Open to the world

Daily Reading for June 4 • John XXIII, Bishop of Rome, 1963

Cardinal Roncalli, a former Vatican diplomat enjoying the honourable semi-retirement of the Patriarchate of Venice, was elected John XXIII in 1958 largely because he had few enemies, and because no one involved in the election thought that he could do much harm; he was seventy-six and it was (rightly) thought that he would not enjoy a long period in office. After the last exhausted years of Pius XII, it was sensible to look for a man of peace who would give the Church a chance to find a decisive leader to set an appropriate direction for the future. . . .

The new pope’s ebullience and boundless curiosity, so disconcerting to churchmen conscious of papal protocol, was matched by a shrewd ability to get what he wanted. What he wanted did not coincide with the wish of prominent members of the Vatican’s Curia to defend old certainties without much further discussion. Instead, to the horror of Curial officials, in 1959 he threw everything open to discussion by announcing his intention of calling a new council to the Vatican. . . .In 1962 more than two thousand bishops [arrived] in Rome, with Europe contributing less than half of their number. The bishops had been consecrated from within an ecclesiastical system paranoid about Modernism, but they brought with them a myriad of different practical experiences of what it was to be a Catholic in 1962. . . .

This unprecedented gathering of Catholic leaders listened with fascination to a pope who in his inaugural address spoke excitedly of the providential guidance of the world’s inhabitants to “a new order of human relationships,” and, far from lecturing the world, criticized those “prophets of misfortune” who viewed it as “nothing but betrayal and ruination.” . . . All the defensive draft documents so carefully prepared by the Curia were rejected and replaced with completely different texts.
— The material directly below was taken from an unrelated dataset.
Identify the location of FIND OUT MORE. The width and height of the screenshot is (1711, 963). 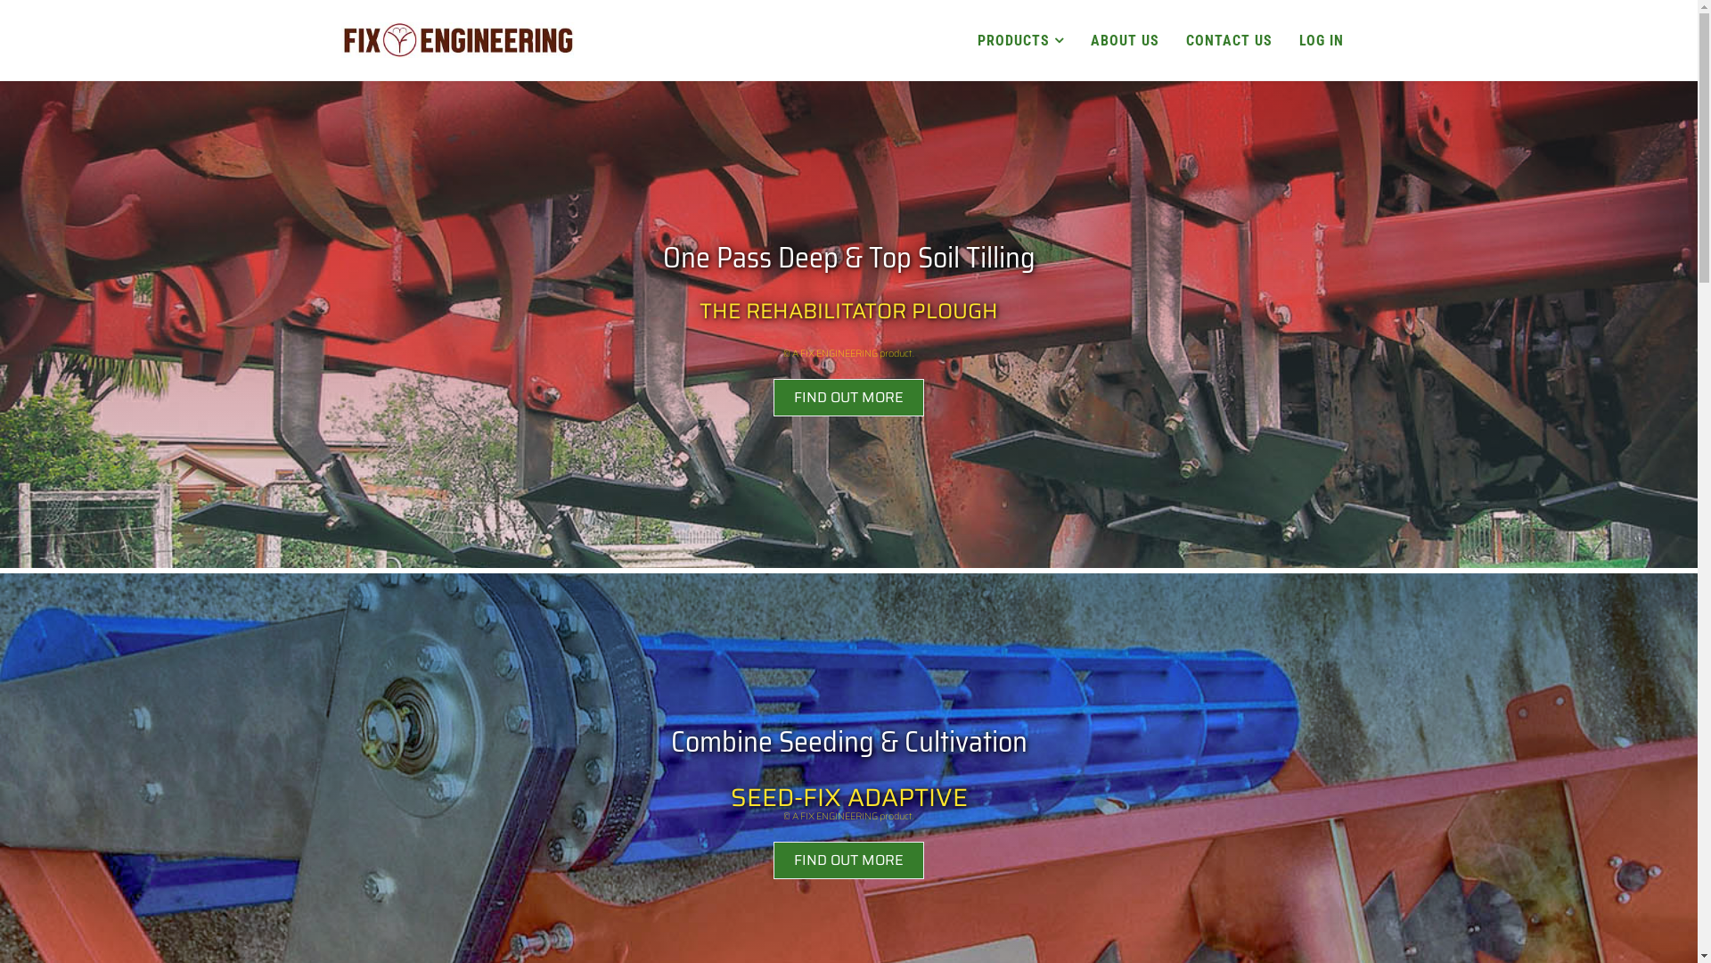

Two crucial agreed documents [Lumen Genium, “The Light of Peoples” and Gaudium et Spes, “Joy and Hope”] have remained central to the council’s legacy—they have provided a springboard for action to some Catholics, an obstacle course to others. . . . The whole statement breathed the happy confidence, already expressed in Pope John’s opening address, that the Church need not fear opening discussion with those outside its boundaries.

From Christianity: The First Three Thousand Years by Diarmaid MacCulloch (New York: Viking, 2009).